US Factory Orders Fall the Most in 6 Months

New orders for US manufactured goods fell 0.8% in April, the most since October last year, due to lower demand for transportation equipment, computers and electronic orders, and primary metals. Meanwhile, shipments of manufactured goods declined 0.5% in April, the largest drop since April 2017.

Highlights

At an as-expected minus 0.8 percent, April’s factory orders report closes the book on what was a weak month for US manufacturing. The split between the report’s two main components shows a 0.5 percent rise for nondurable goods — the new data in today’s report where strength is tied to petroleum and coal — and a 2.1 percent dip for durable orders which is unrevised from last week’s advance reading.

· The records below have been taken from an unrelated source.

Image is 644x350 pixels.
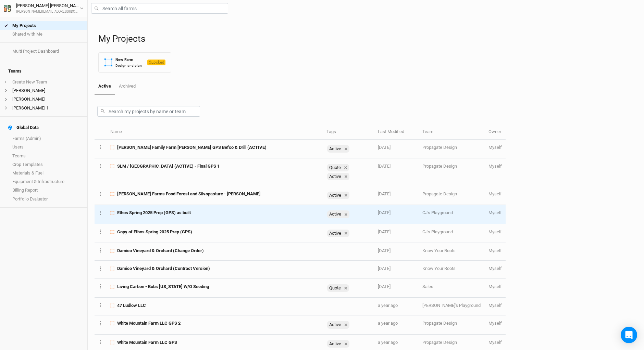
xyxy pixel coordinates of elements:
[327,145,343,153] div: Active
[488,303,502,308] span: bob@propagateventures.com
[107,125,323,140] th: Name
[97,106,200,117] input: Search my projects by name or team
[327,340,343,348] div: Active
[117,144,266,150] span: Rudolph Family Farm Bob GPS Befco & Drill (ACTIVE)
[419,297,484,315] td: [PERSON_NAME]'s Playground
[3,2,84,14] button: [PERSON_NAME] [PERSON_NAME][PERSON_NAME][EMAIL_ADDRESS][DOMAIN_NAME]
[378,320,397,326] span: Sep 14, 2024 7:25 PM
[327,230,343,237] div: Active
[488,164,502,169] span: bob@propagateventures.com
[378,210,391,215] span: Jun 27, 2025 7:56 PM
[327,321,349,328] div: Active
[117,303,146,308] span: 47 Ludlow LLC
[419,140,484,158] td: Propagate Design
[4,79,6,85] span: +
[488,145,502,150] span: bob@propagateventures.com
[115,63,142,68] div: Design and plan
[488,229,502,234] span: bob@propagateventures.com
[419,125,484,140] th: Team
[117,266,210,272] span: Damico Vineyard & Orchard (Contract Version)
[419,315,484,334] td: Propagate Design
[16,2,80,9] div: [PERSON_NAME] [PERSON_NAME]
[327,284,342,292] div: Quote
[327,210,343,218] div: Active
[327,173,343,180] div: Active
[378,229,391,234] span: May 15, 2025 8:55 PM
[488,320,502,326] span: bob@propagateventures.com
[98,53,171,72] button: New FarmDesign and planLocked
[327,321,343,328] div: Active
[8,125,39,131] div: Global Data
[327,340,349,348] div: Active
[115,57,142,63] div: New Farm
[378,145,391,150] span: Sep 9, 2025 11:26 AM
[378,284,391,289] span: Jan 12, 2025 2:50 PM
[147,59,165,65] span: Locked
[488,210,502,215] span: bob@propagateventures.com
[488,284,502,289] span: bob@propagateventures.com
[4,64,83,78] h4: Teams
[488,191,502,196] span: bob@propagateventures.com
[374,125,419,140] th: Last Modified
[378,191,391,196] span: Jul 23, 2025 12:10 AM
[378,340,397,345] span: Aug 27, 2024 2:46 PM
[117,320,181,326] span: White Mountain Farm LLC GPS 2
[98,34,637,44] h1: My Projects
[327,284,349,292] div: Quote
[327,230,349,237] div: Active
[117,229,192,235] span: Copy of Ethos Spring 2025 Prep (GPS)
[327,191,349,199] div: Active
[117,210,191,216] span: Ethos Spring 2025 Prep (GPS) as built
[327,210,349,218] div: Active
[327,164,342,172] div: Quote
[419,279,484,297] td: Sales
[117,248,204,254] span: Damico Vineyard & Orchard (Change Order)
[488,248,502,253] span: bob@propagateventures.com
[378,164,391,169] span: Sep 8, 2025 10:19 AM
[327,173,349,180] div: Active
[117,284,209,290] span: Living Carbon - Bobs Alabama W/O Seeding
[117,191,261,197] span: Wally Farms Food Forest and Silvopasture - BOB
[419,224,484,243] td: CJ's Playground
[16,9,80,14] div: [PERSON_NAME][EMAIL_ADDRESS][DOMAIN_NAME]
[91,3,228,14] input: Search all farms
[419,186,484,205] td: Propagate Design
[419,205,484,224] td: CJ's Playground
[419,158,484,186] td: Propagate Design
[323,125,374,140] th: Tags
[378,303,397,308] span: Oct 1, 2024 12:36 PM
[488,340,502,345] span: bob@propagateventures.com
[117,339,177,345] span: White Mountain Farm LLC GPS
[327,191,343,199] div: Active
[378,248,391,253] span: May 5, 2025 3:13 PM
[327,145,349,153] div: Active
[115,78,139,95] a: Archived
[378,266,391,271] span: May 5, 2025 2:27 PM
[327,164,349,172] div: Quote
[488,266,502,271] span: bob@propagateventures.com
[95,78,115,95] a: Active
[419,243,484,261] td: Know Your Roots
[419,261,484,279] td: Know Your Roots
[117,163,220,169] span: SLM / Trumansburg (ACTIVE) - Final GPS 1
[620,326,637,343] div: Open Intercom Messenger
[485,125,506,140] th: Owner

Core capital goods (nondefense ex-aircraft) are very weak in the report, down 1.0 percent for orders and unchanged for shipments. Both readings hint at slowing for second-quarter business investment. General weakness is evident in the market breakdown with orders for primary metals, fabrications, machinery, and new vehicles all weak.

Data on civilian aircraft are always volatile month-to-month but April’s declines in new orders and unfilled orders were limited, suggesting that possible effects from the 737 grounding have yet to hit. Aside from this, however, the April factory report is consistent with a sector that continues to struggle and, unlike last year, does not look to contribute to 2019 growth.

Seems the Fed Chairman and ‘the market’ still don’t know they’ve had the interest rate thing backwards. Lower rates remove interest income from the economy as the US Treasury pays less interest on its net spending, causing net spending to decrease.

This is today’s statement that is driving today’s expectations of growth:

The Fed “will act as appropriate to sustain the expansion, with a strong labor market and inflation near our symmetric 2 percent objective”, Chair Jerome H. Powell said at a conference in Chicago. The chairman also noted that the proximity of interest rates to the effective lower bound (ELB) has become “the preeminent monetary policy challenge of our time”, as it limits the central bank’s ability to support growth by cutting rates.